It's been five years since the levees broke and New Orleans drowned, since an unremarkable storm left behind unspeakable horrors. Five years since those indelible images of corpses floating in ditches and families screaming on rooftops, since that nauseating frenzy of buck-passing and blame-shifting. It was a heckuva job all around.
It took a while, but the prevailing narrative is finally starting to reflect that Katrina was a man-made disaster, not a natural disaster, triggered by shoddy engineering, not an overwhelming hurricane. Even the stubborn generals of the Army Corps of Engineers eventually admitted the "catastrophic failure" of the city's defenses. Now the U.S. is spending $15 billion to build sturdier flood walls and stronger pumps in smarter locations; the Army Corps even shut down the misbegotten Mississippi River Gulf Outlet, a little-used navigation canal that intensified Katrina's surge and ushered it into New Orleans.
The good news is that the city is somewhat less vulnerable than it was five years ago. It still isn't ready for the Big One, but it should be able to handle a glorified near miss like Katrina. The bad news is that America still hasn't learned the deeper lessons of the 2005 hurricane.
Bad weather and worse engineering were just the immediate causes of the tragedy, like the assassination of the archduke that launched World War I, but not the underlying causes. Katrina was really a calamity of priorities, and those priorities don't seem to have changed. Beneath the structural failure was an environmental crime, a decades-long assault on the Louisiana coast. Beneath that was a political disaster, the work of leaders who talk a lot about restoring the coastal wetlands that once provided natural hurricane protection for southern Louisiana but who spend most of their time promoting the very water-control projects and petroleum interests that destroy those wetlands.
During the past century, 2,300 sq. mi. (5,960 sq km) of Louisiana's coastal marshes, barrier islands and cypress swamps have eroded into the Gulf of Mexico, gradually ravaging an unparalleled spawning ground for shrimp and other seafood, whittling away the Cajun culture of the bayous and leaving coastal communities a bit more exposed to Mother Nature every day. If the Soviets had destroyed an American landmass the size of Delaware, World War III would have erupted. But most of the erosion was caused by Army Corps water projects that either reduced the silt in the Mississippi River, interrupting its natural land-building process, or sliced directly through coastal marshlands. In addition, the oil and gas industry caused about one-third of the degradation, with 8,000 miles (12,900 km) of canals and pipelines shredding the fabric of the coast. Don't blame the victims for living in harm's way; New Orleans was an inland city before erosion brought the Gulf to its doorstep.
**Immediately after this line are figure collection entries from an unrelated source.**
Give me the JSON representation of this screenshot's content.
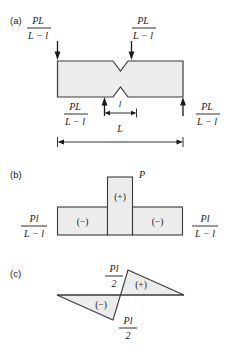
{
  "figure": {
    "caption_labels": {
      "a": "(a)",
      "b": "(b)",
      "c": "(c)"
    },
    "panel_a": {
      "name": "notched-beam-free-body",
      "description": "Notched beam with four applied loads",
      "loads": [
        {
          "id": "load-top-left",
          "numerator": "PL",
          "denominator": "L − l",
          "direction": "down",
          "position": "top-left"
        },
        {
          "id": "load-top-right",
          "numerator": "PL",
          "denominator": "L − l",
          "direction": "down",
          "position": "top-right"
        },
        {
          "id": "load-bottom-left",
          "numerator": "PL",
          "denominator": "L − l",
          "direction": "up",
          "position": "bottom-left"
        },
        {
          "id": "load-bottom-right",
          "numerator": "PL",
          "denominator": "L − l",
          "direction": "up",
          "position": "bottom-right"
        }
      ],
      "dimensions": [
        {
          "id": "dim-notch-width",
          "label": "l"
        },
        {
          "id": "dim-span",
          "label": "L"
        }
      ]
    },
    "panel_b": {
      "name": "shear-force-diagram",
      "description": "Shear force diagram with negative, positive, negative blocks",
      "blocks": [
        {
          "id": "block-left",
          "sign": "(−)"
        },
        {
          "id": "block-center",
          "sign": "(+)"
        },
        {
          "id": "block-right",
          "sign": "(−)"
        }
      ],
      "peak_label": "P",
      "end_values": [
        {
          "id": "shear-left-value",
          "numerator": "Pl",
          "denominator": "L − l"
        },
        {
          "id": "shear-right-value",
          "numerator": "Pl",
          "denominator": "L − l"
        }
      ]
    },
    "panel_c": {
      "name": "bending-moment-diagram",
      "description": "Bending moment diagram with two opposing triangles",
      "regions": [
        {
          "id": "moment-left-region",
          "sign": "(−)"
        },
        {
          "id": "moment-right-region",
          "sign": "(+)"
        }
      ],
      "values": [
        {
          "id": "moment-upper-value",
          "numerator": "Pl",
          "denominator": "2"
        },
        {
          "id": "moment-lower-value",
          "numerator": "Pl",
          "denominator": "2"
        }
      ]
    },
    "colors": {
      "fill": "#ececec",
      "stroke": "#3a3a3a",
      "text": "#1a1a1a",
      "background": "#ffffff"
    }
  }
}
Hurricanes gain strength over water and lose force over land. Scientists believe every mile of marsh can lower a storm surge by as much as a foot. But the coastal scientists and environmentalists who warn that Louisiana is still losing a football field's worth of land every half hour somehow seem like background noise. The Army Corps is still spending billions on new engineering and next to nothing on restoration. President Obama finally proposed $19 million worth of projects last year, but Congress hasn't funded them. Not that they would have fixed the problem: cost estimates for a serious restoration effort run as high as $80 billion.
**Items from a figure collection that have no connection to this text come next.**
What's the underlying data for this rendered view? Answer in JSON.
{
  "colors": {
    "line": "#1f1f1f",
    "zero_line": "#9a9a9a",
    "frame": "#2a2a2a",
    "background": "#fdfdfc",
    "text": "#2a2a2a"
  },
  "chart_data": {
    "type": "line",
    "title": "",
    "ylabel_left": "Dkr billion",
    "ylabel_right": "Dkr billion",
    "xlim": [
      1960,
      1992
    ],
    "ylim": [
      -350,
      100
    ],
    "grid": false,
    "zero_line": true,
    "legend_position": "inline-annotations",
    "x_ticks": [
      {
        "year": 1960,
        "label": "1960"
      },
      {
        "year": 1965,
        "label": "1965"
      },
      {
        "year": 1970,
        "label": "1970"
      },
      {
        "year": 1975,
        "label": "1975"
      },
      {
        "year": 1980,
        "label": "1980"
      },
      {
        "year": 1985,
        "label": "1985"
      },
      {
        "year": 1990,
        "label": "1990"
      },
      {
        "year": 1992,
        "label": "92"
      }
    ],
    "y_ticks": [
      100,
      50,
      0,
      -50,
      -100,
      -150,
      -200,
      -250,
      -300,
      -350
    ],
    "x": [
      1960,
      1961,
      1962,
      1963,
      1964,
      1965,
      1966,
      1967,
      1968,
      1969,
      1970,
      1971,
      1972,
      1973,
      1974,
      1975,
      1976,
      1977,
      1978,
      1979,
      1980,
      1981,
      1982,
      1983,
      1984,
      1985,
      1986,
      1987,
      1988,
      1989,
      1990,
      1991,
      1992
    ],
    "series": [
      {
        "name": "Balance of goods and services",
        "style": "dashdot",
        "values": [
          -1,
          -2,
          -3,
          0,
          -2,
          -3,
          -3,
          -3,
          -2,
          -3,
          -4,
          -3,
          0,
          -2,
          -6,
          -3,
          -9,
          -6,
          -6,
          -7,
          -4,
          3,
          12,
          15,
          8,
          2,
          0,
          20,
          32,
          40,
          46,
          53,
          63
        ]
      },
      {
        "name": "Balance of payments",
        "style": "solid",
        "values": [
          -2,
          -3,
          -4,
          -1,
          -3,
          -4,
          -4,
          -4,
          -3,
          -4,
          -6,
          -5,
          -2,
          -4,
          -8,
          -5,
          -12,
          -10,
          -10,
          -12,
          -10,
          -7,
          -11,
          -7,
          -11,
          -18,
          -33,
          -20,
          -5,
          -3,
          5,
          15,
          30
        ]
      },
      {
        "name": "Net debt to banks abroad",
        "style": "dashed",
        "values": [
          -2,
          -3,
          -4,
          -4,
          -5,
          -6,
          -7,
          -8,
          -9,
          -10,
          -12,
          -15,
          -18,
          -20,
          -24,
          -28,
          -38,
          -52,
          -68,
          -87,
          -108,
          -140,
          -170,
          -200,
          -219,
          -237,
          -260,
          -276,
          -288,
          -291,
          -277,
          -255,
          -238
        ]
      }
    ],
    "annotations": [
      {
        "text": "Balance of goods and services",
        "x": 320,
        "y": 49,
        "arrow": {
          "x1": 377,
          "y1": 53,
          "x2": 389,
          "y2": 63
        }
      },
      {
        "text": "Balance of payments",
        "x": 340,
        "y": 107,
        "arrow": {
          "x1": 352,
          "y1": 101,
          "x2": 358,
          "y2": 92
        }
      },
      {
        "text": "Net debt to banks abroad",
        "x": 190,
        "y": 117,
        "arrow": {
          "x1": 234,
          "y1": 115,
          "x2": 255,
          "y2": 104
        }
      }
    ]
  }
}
"There's a lot of recognition that we need to act," says John Lopez, a former Army Corps scientist who is director of coastal sustainability for the Lake Pontchartrain Basin Foundation. "But there's not a lot of action." And while Louisiana's politicians continue to clamor for restoration, they're also pushing new billion-dollar levees that would further degrade the coast. And they're still essentially functioning as taxpayer-funded petroleum lobbyists. "Our delegation has always marched in lockstep on oil and gas issues," says former Congressman Chris John, who is now an actual petroleum lobbyist, the president of the influential Louisiana Mid-Continent Oil & Gas Association. "That's not going to change a bit."